Raphexon wrote: ↑Mon Jul 20, 2020 12:10 pm
NNUE has no contempt.
Contempt is located inside eval, and since it doesn't use SF's eval it doesn't have contempt.
Maybe it has some learned contempt from SF games, but I don't think contempt with depth 8 and depth 12 games is too gamechanging.
Depth 8 only has a few % drawrate either way, and way too many blunders happen for contempt to play a big role.
Ditto for depth 12 to a lesser degree.
Good point. So to find out, we would would have to map a NNEU outputs scores and look for a positive skew.
Raphexon wrote: ↑Mon Jul 20, 2020 12:10 pm
NNUE has no contempt.
Contempt is located inside eval, and since it doesn't use SF's eval it doesn't have contempt.
Maybe it has some learned contempt from SF games, but I don't think contempt with depth 8 and depth 12 games is too gamechanging.
Depth 8 only has a few % drawrate either way, and way too many blunders happen for contempt to play a big role.
Ditto for depth 12 to a lesser degree.
Good point. So to find out, we would would have to map a NNEU outputs scores and look for a positive skew.
Tried on opening position, no visible skew, only possible a very small one.
Raphexon wrote: ↑Mon Jul 20, 2020 12:10 pm
NNUE has no contempt.
Contempt is located inside eval, and since it doesn't use SF's eval it doesn't have contempt.
Maybe it has some learned contempt from SF games, but I don't think contempt with depth 8 and depth 12 games is too gamechanging.
Depth 8 only has a few % drawrate either way, and way too many blunders happen for contempt to play a big role.

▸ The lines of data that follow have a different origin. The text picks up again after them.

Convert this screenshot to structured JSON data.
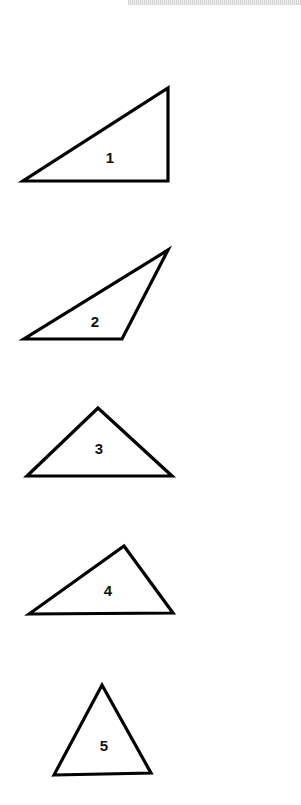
{
  "page": {
    "width": 301,
    "height": 805,
    "background": "#ffffff",
    "top_bar_color": "#e0e0e0"
  },
  "stroke_color": "#000000",
  "triangles": [
    {
      "label": "1",
      "points": [
        [
          23,
          181
        ],
        [
          168,
          181
        ],
        [
          168,
          88
        ]
      ],
      "label_pos": [
        110,
        157
      ]
    },
    {
      "label": "2",
      "points": [
        [
          24,
          339
        ],
        [
          122,
          339
        ],
        [
          168,
          250
        ]
      ],
      "label_pos": [
        95,
        321
      ]
    },
    {
      "label": "3",
      "points": [
        [
          27,
          476
        ],
        [
          172,
          476
        ],
        [
          98,
          408
        ]
      ],
      "label_pos": [
        99,
        448
      ]
    },
    {
      "label": "4",
      "points": [
        [
          29,
          614
        ],
        [
          173,
          613
        ],
        [
          124,
          546
        ]
      ],
      "label_pos": [
        108,
        590
      ]
    },
    {
      "label": "5",
      "points": [
        [
          54,
          775
        ],
        [
          151,
          773
        ],
        [
          102,
          685
        ]
      ],
      "label_pos": [
        104,
        745
      ]
    }
  ]
}
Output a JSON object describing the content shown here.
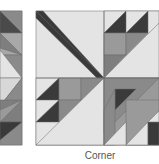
{
  "caption": "Corner",
  "colors": {
    "light": "#e4e4e4",
    "medium": "#9a9a9a",
    "mediumdark": "#7e7e7e",
    "dark": "#4a4a4a",
    "darkest": "#3a3a3a",
    "outline": "#6a6a6a"
  },
  "blocks": [
    {
      "name": "partial-left-block",
      "visible_portion": "right edge"
    },
    {
      "name": "corner-block",
      "label": "Corner"
    }
  ]
}
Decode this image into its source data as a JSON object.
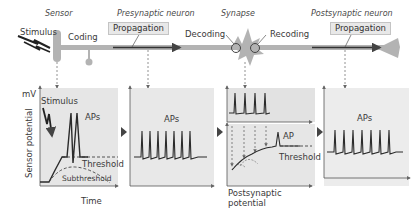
{
  "header": {
    "sensor": "Sensor",
    "presynaptic": "Presynaptic neuron",
    "synapse": "Synapse",
    "postsynaptic": "Postsynaptic neuron"
  },
  "top_labels": {
    "stimulus": "Stimulus",
    "coding": "Coding",
    "propagation_pre": "Propagation",
    "decoding": "Decoding",
    "recoding": "Recoding",
    "propagation_post": "Propagation"
  },
  "panel1": {
    "y_unit": "mV",
    "y_axis": "Sensor potential",
    "x_axis": "Time",
    "stimulus": "Stimulus",
    "aps": "APs",
    "threshold": "Threshold",
    "subthreshold": "Subthreshold"
  },
  "panel2": {
    "aps": "APs"
  },
  "panel3": {
    "ap": "AP",
    "threshold": "Threshold",
    "caption_line1": "Postsynaptic",
    "caption_line2": "potential"
  },
  "panel4": {
    "aps": "APs"
  },
  "colors": {
    "panel_bg": "#e6e6e6",
    "panel_bg_light": "#efefef",
    "neuron": "#b3b3b3",
    "trace": "#2b2b2b",
    "axis": "#555555",
    "arrowhead": "#444444"
  }
}
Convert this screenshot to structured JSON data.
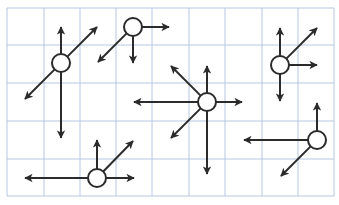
{
  "diagram": {
    "colors": {
      "background": "#ffffff",
      "grid": "#b7c6e2",
      "arrow": "#2b2b2b",
      "node_fill": "#ffffff",
      "node_stroke": "#2b2b2b"
    },
    "grid": {
      "x": [
        7,
        44,
        80,
        116,
        152,
        189,
        225,
        262,
        298,
        334
      ],
      "y": [
        8,
        45,
        83,
        121,
        159,
        196
      ]
    },
    "node_radius": 9,
    "nodes": [
      {
        "id": "node-1",
        "cx": 61,
        "cy": 63,
        "vectors": [
          {
            "dir": "up",
            "x2": 61,
            "y2": 27,
            "head": true
          },
          {
            "dir": "up-right",
            "x2": 97,
            "y2": 27,
            "head": true
          },
          {
            "dir": "down-left",
            "x2": 25,
            "y2": 99,
            "head": true
          },
          {
            "dir": "down",
            "x2": 61,
            "y2": 138,
            "head": true
          }
        ]
      },
      {
        "id": "node-2",
        "cx": 133,
        "cy": 27,
        "vectors": [
          {
            "dir": "right",
            "x2": 169,
            "y2": 27,
            "head": true
          },
          {
            "dir": "down-left",
            "x2": 98,
            "y2": 62,
            "head": true
          },
          {
            "dir": "down",
            "x2": 133,
            "y2": 63,
            "head": true
          }
        ]
      },
      {
        "id": "node-3",
        "cx": 207,
        "cy": 102,
        "vectors": [
          {
            "dir": "up",
            "x2": 207,
            "y2": 66,
            "head": true
          },
          {
            "dir": "up-left",
            "x2": 171,
            "y2": 66,
            "head": true
          },
          {
            "dir": "left",
            "x2": 134,
            "y2": 102,
            "head": true
          },
          {
            "dir": "right",
            "x2": 242,
            "y2": 102,
            "head": true
          },
          {
            "dir": "down-left",
            "x2": 171,
            "y2": 138,
            "head": true
          },
          {
            "dir": "down",
            "x2": 207,
            "y2": 174,
            "head": true
          }
        ]
      },
      {
        "id": "node-4",
        "cx": 280,
        "cy": 65,
        "vectors": [
          {
            "dir": "up",
            "x2": 280,
            "y2": 28,
            "head": true
          },
          {
            "dir": "up-right",
            "x2": 317,
            "y2": 28,
            "head": true
          },
          {
            "dir": "right",
            "x2": 317,
            "y2": 65,
            "head": true
          },
          {
            "dir": "down",
            "x2": 280,
            "y2": 101,
            "head": true
          }
        ]
      },
      {
        "id": "node-5",
        "cx": 97,
        "cy": 178,
        "vectors": [
          {
            "dir": "left",
            "x2": 25,
            "y2": 178,
            "head": true
          },
          {
            "dir": "up",
            "x2": 97,
            "y2": 140,
            "head": true
          },
          {
            "dir": "up-right",
            "x2": 133,
            "y2": 141,
            "head": true
          },
          {
            "dir": "right",
            "x2": 134,
            "y2": 178,
            "head": true
          }
        ]
      },
      {
        "id": "node-6",
        "cx": 317,
        "cy": 140,
        "vectors": [
          {
            "dir": "up",
            "x2": 317,
            "y2": 103,
            "head": true
          },
          {
            "dir": "left",
            "x2": 244,
            "y2": 140,
            "head": true
          },
          {
            "dir": "down-left",
            "x2": 281,
            "y2": 176,
            "head": true
          }
        ]
      }
    ]
  }
}
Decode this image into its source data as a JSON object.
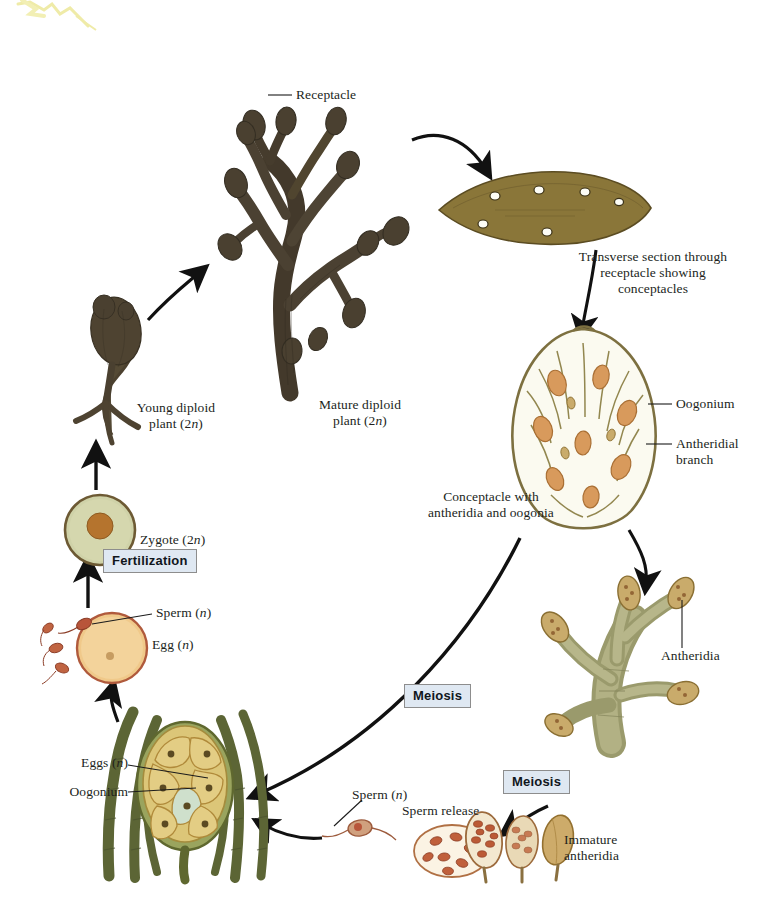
{
  "figure": {
    "organism": "Fucus",
    "background_color": "#ffffff"
  },
  "labels": {
    "receptacle": "Receptacle",
    "transverse_section": "Transverse section through\nreceptacle showing\nconceptacles",
    "oogonium_right": "Oogonium",
    "antheridial_branch": "Antheridial\nbranch",
    "conceptacle": "Conceptacle with\nantheridia and oogonia",
    "young_diploid_plant": "Young diploid\nplant (2n)",
    "mature_diploid_plant": "Mature diploid\nplant (2n)",
    "zygote": "Zygote (2n)",
    "sperm_upper": "Sperm (n)",
    "egg": "Egg (n)",
    "eggs_bottom": "Eggs (n)",
    "oogonium_bottom": "Oogonium",
    "sperm_bottom": "Sperm (n)",
    "sperm_release": "Sperm release",
    "immature_antheridia": "Immature\nantheridia",
    "antheridia_right": "Antheridia"
  },
  "process_boxes": {
    "fertilization": "Fertilization",
    "meiosis_middle": "Meiosis",
    "meiosis_bottom": "Meiosis"
  },
  "ploidy_notation": {
    "diploid": "2n",
    "haploid": "n"
  },
  "colors": {
    "process_box_fill": "#dfe8f2",
    "process_box_border": "#8d8d8d",
    "leader_line": "#1b1b1b",
    "arrow": "#111111",
    "thallus_dark_brown": "#4a3f2c",
    "thallus_mid_brown": "#6b5a3d",
    "receptacle_section_fill": "#8a7639",
    "conceptacle_wall": "#8d8147",
    "filament_green": "#9aa06a",
    "oogonium_orange": "#d89a5c",
    "egg_yellow": "#f0c98a",
    "zygote_fill": "#cfd2a8",
    "zygote_nucleus": "#b5742e",
    "antheridia_tan": "#c9ab6b",
    "sperm_red": "#b8553a",
    "artifact_yellow": "#efeba8"
  },
  "icons": {
    "arrow": "arrow-icon",
    "leader": "leader-line-icon"
  }
}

Ditto for depth 12 to a lesser degree.
Ha! I realised I got decoyed away from my point! Which was that SF-dev appeared to be playing as if it had some contempt set, because it seemed to be the one that stopped the usual long shuffling sequences and lost the draw, in several games. Anyway, Laskos says not so theory bites dust.
I didn’t really work out SF contempt algorithm (yet), it does something called “dynamic contempt”, I think at root, depending on something or other from the searches. Is it possible SF is self-adjusting over and above user settings?